The story of Jose and Juliana Martin Crizador, and their immigration from the Azores to Oakland, CA via the Sandwich Islands as indentured servants. 

Jose and Juliana Martin, circa 1899

29 Apr 1886, Jose and Juiliana Cesar Martins Crizidor departed Funchal, Madeira Island on the British steamship Amana for the Sandwich Islands.   The newlyweds were going on a honeymoon cruise to Hawaii, but not the way you think.  No, this trip came with heavy strings attached.   They had signed a years-long contract to work the cane fields on a plantation in Maui in exchange for passage to a new world and new opportunities.  

The plantation owners needed workers to harvest and process the sugar cane of Hawaii.  In the Azores, they found a steady stream of men and women looking to escape their island solitude for new opportunities.  The Portuguese knew how to harvest the cane as this was Madeira’s primary crop, and the weather was familiar as well.  So, it seemed a win-win for everyone.  

Jose and Juliana boarded the ship along with 500 fellow countrymen to set off on a great adventure to their new home half a world away.  They willingly gave up their freedom for the next several years to make this happen.  They were “indentured servants,” who were at the mercy of their plantation owners.  It was a crime if they refused to work or ran away, for which they could be imprisoned or physically punished by their masters.   

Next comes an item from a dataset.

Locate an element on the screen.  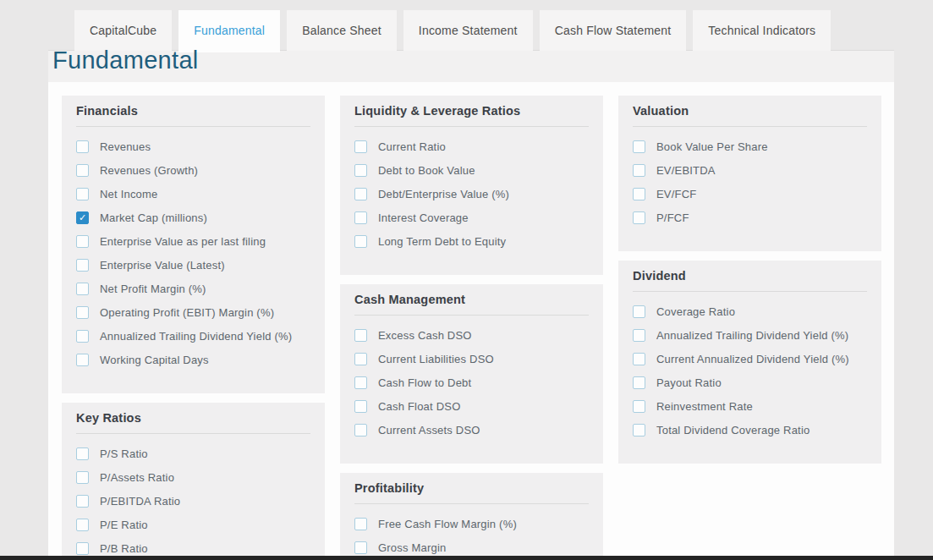
panel-title: Valuation is located at coordinates (749, 112).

Their voyage was unusually long and difficult.  Ship’s Captain Alexander Beckett states, “The vessel experienced the roughest kind of weather, the seas running mountainous high, with gales of winds from the northwest.” 

“The amount of sickness at times has been very large especially during the long, continued wet, cold, stormy weather off Cape Horn, when for nearly two months the people were unable to come on deck.” as stated by Ship’s Surgeon J. Wardale in his official report.  

After 147 days, the Amana set anchor in the stream on the coast of Maui.  Dr. Wardale reported there were 10 births (all living), and 4 deaths (all infants) during the voyage. Two of the infant deaths were in a hopeless state from the beginning while the other two died from exposure and pneumonia during the storm.  

Little is known about Jose and Juliana’s experience during their time of servitude including the length and location of service.   Tradition has it that he became a plantation foreman, overseeing the workers who arrived under similar circumstances.  Jose and Juliana had seven children born in Hawaii between 1890 and 1905, including my great-grandmother Julia Martin Santos on November 4, 1899.  

This was a time of change in Hawaii when the monarchy was “replaced” by a council of plantation owners protected by the United States and later claimed it as a territory in 1898.  

By 1906, Jose and Juliana were ready for a new adventure and set sail for California aboard the steamship Siberia.  This ship had survived a Smallpox scare as two passengers developed Smallpox when the ship was between Japan and Hawaii before they boarded.   The ship’s surgeon is credited with good practice in preventing an outbreak during the journey between Hawaii and San Francisco.  They arrived in San Francisco, on March 30, 1906, three weeks before the earthquake and fire destroyed much of that city.  Fortunately, Jose and his family settled across the bay in Oakland.

Jose and Juliana shortened their last name to Martin and eventually ran a boarding house on 82nd Avenue in Oakland.  One of their tenants, Manuel Santos would make an acquaintance with their daughter Julia from which a romance developed.  

Jose and Juliana did very well in the gamble they took when they signed into servitude to people they had never met; in a land they had never seen when they immigrated from the Azores to Hawaii.   They fulfilled their obligation, progressed in the sugar industry, raised a large family, and then immigrated from Hawaii to California.  Sadly, their dreams would be cut short due to bad health.  Jose died at age 49 of Tuberculosis just seven years after landing in the United States.  Julia died less than two years later, also at age 49, likely from the same disease.   They are buried under their family headstone at St. Mary’s Catholic Cemetery in Oakland.



Jose Martins Crizador (1864-1913) and Juliana Cesar Martins Crizador (1866-1915), my 2nd Great-Grandparents, and the maternal grandparents of my grandmother May Santos Grandon.

 

Image of SS Siberia in San Francisco Bay.  San Francisco Call, March 31, 1906, p.11

Special thanks to cousins and fellow researchers Pam Winterbauer and Carol Dean for sharing their stories and research on our Martin and Santos ancestors, upon which this story is based.